START Supplied data

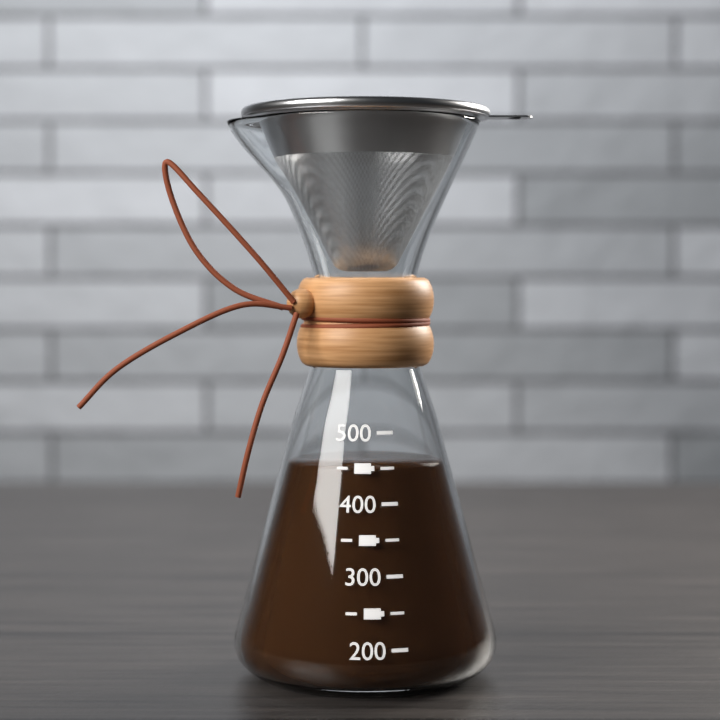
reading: 450 (no unit)
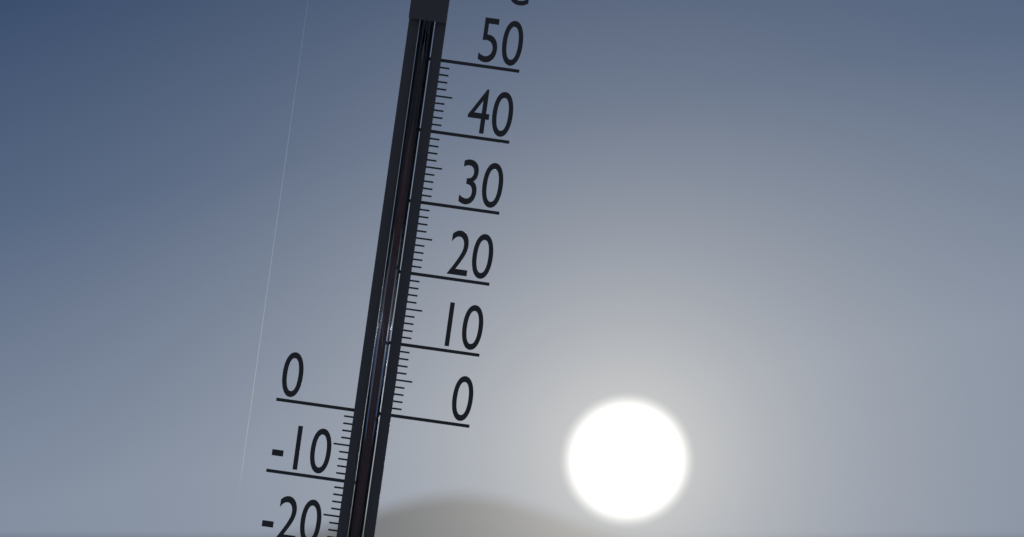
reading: 47 °C
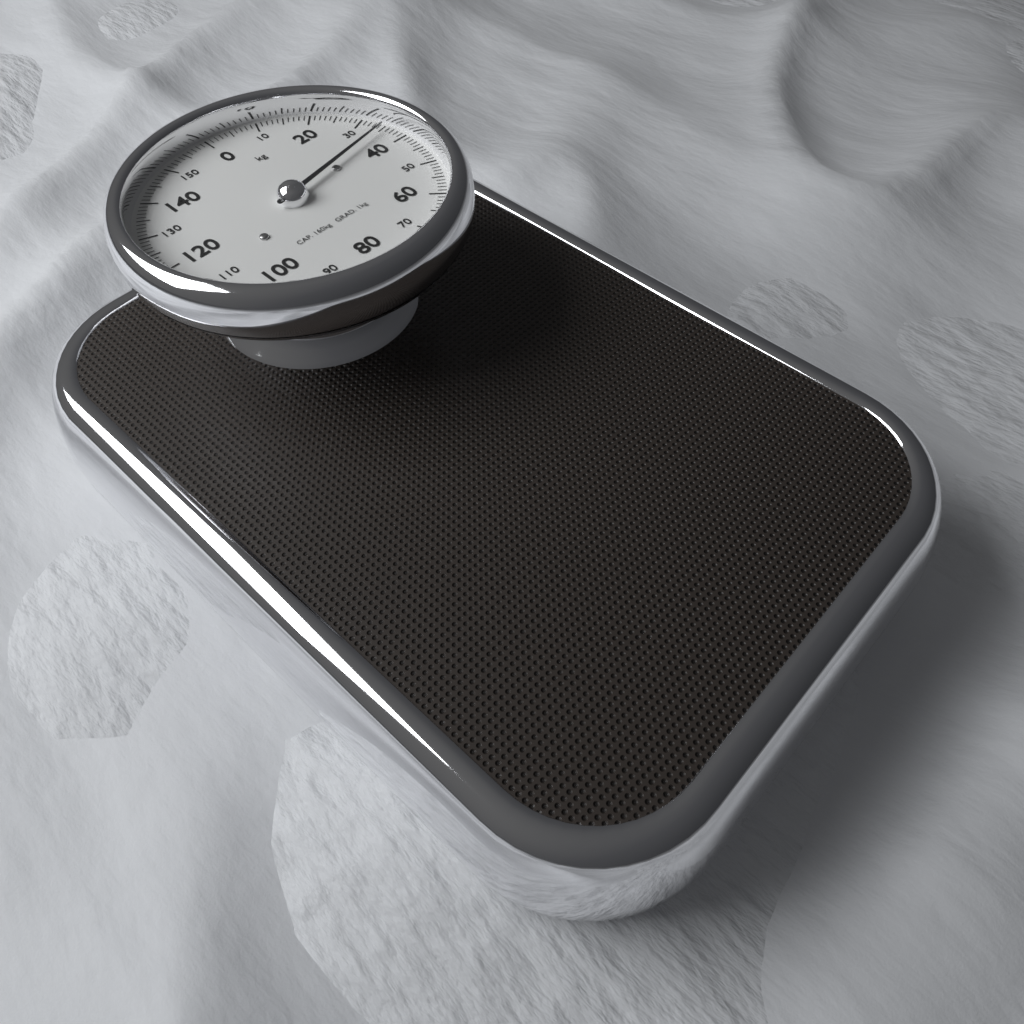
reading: 35 kg
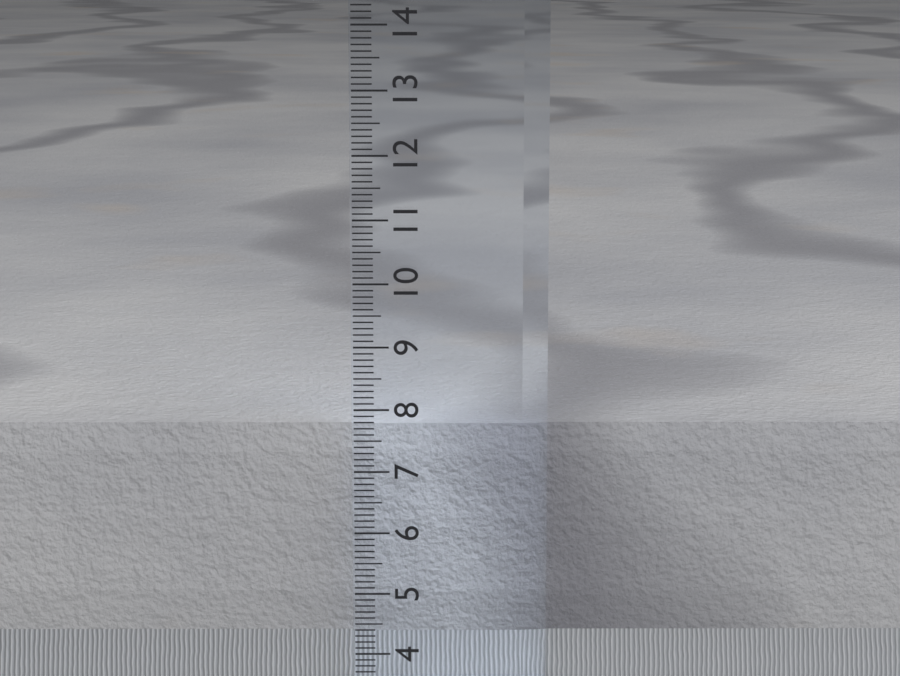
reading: 7.7 cm
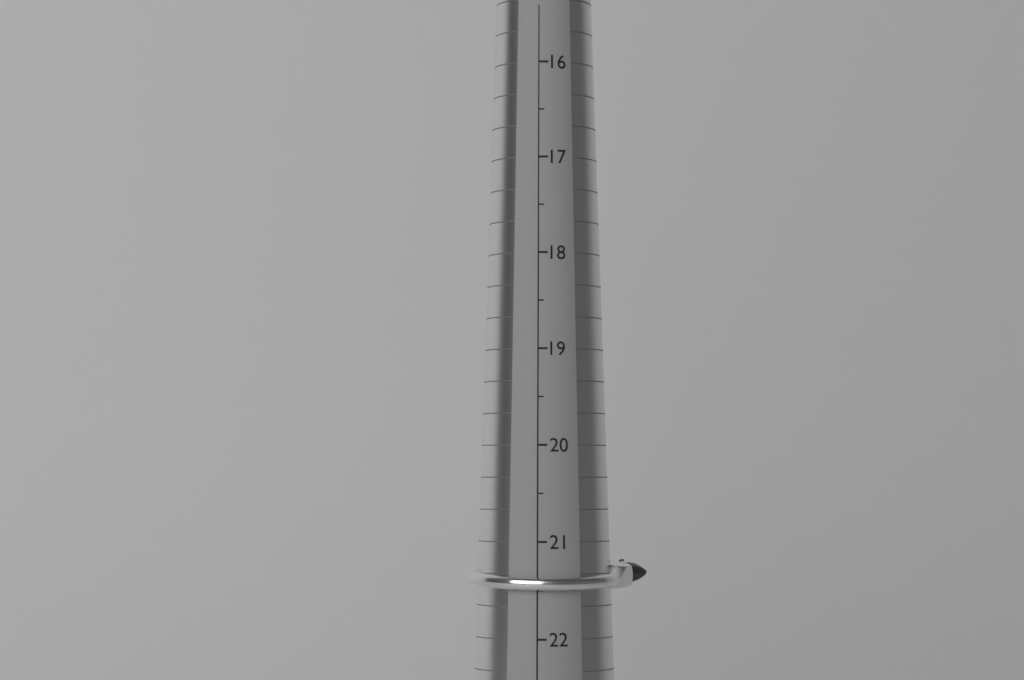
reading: 21.5 (no unit)
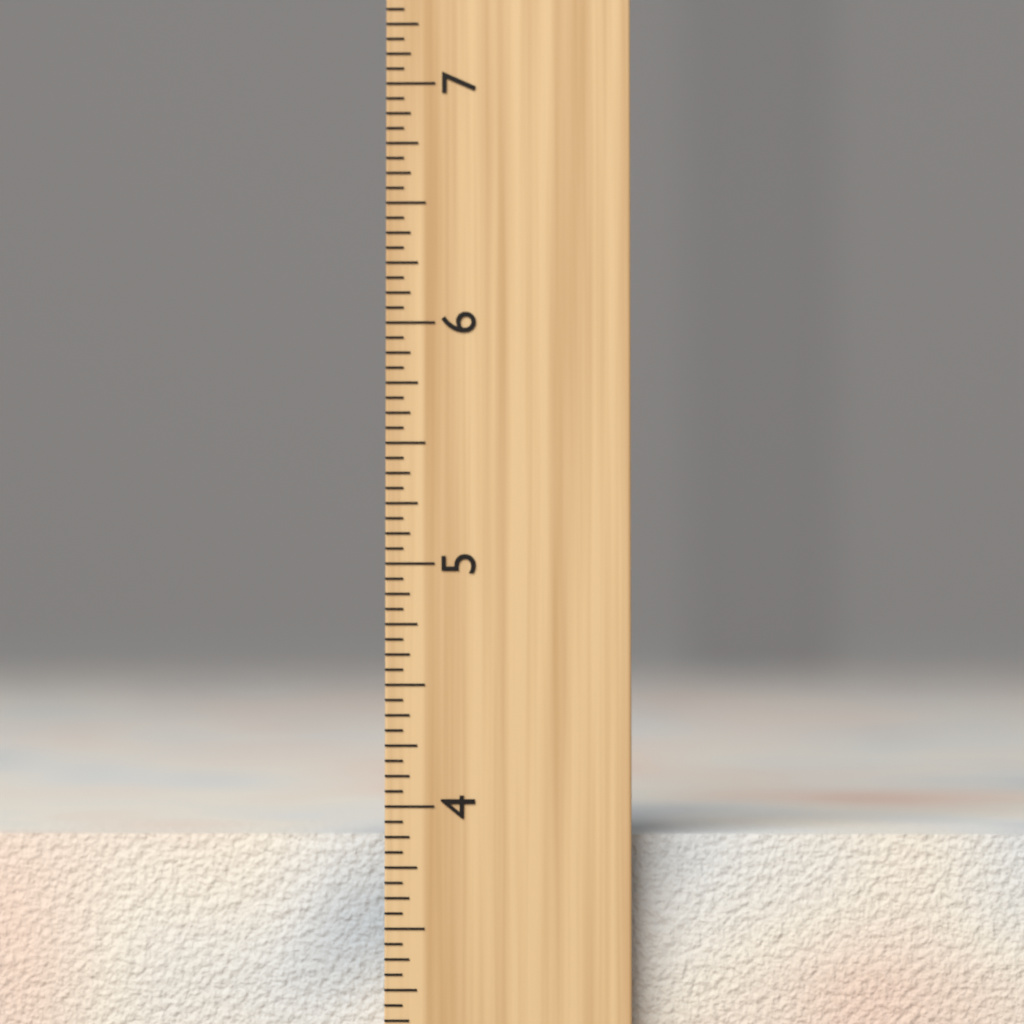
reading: 3.8750 inch
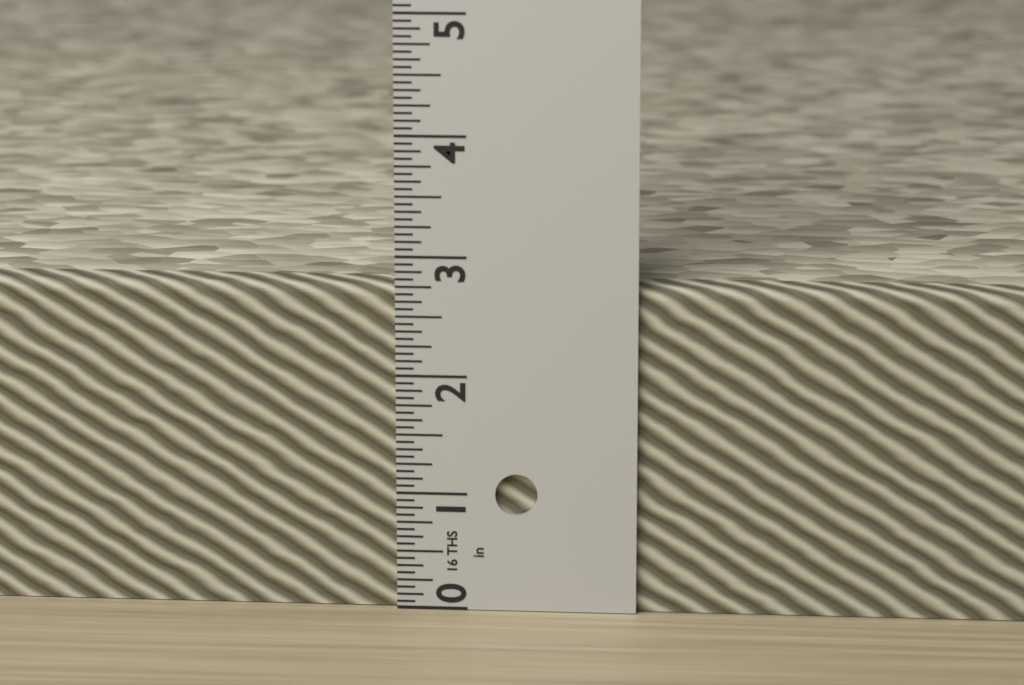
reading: 2.7500 in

END Supplied data

Transcribe the records above exactly, leaving every picture out of the copy.

# Expected answer
reading: 450 (no unit)
reading: 47 °C
reading: 35 kg
reading: 7.7 cm
reading: 21.5 (no unit)
reading: 3.8750 inch
reading: 2.7500 in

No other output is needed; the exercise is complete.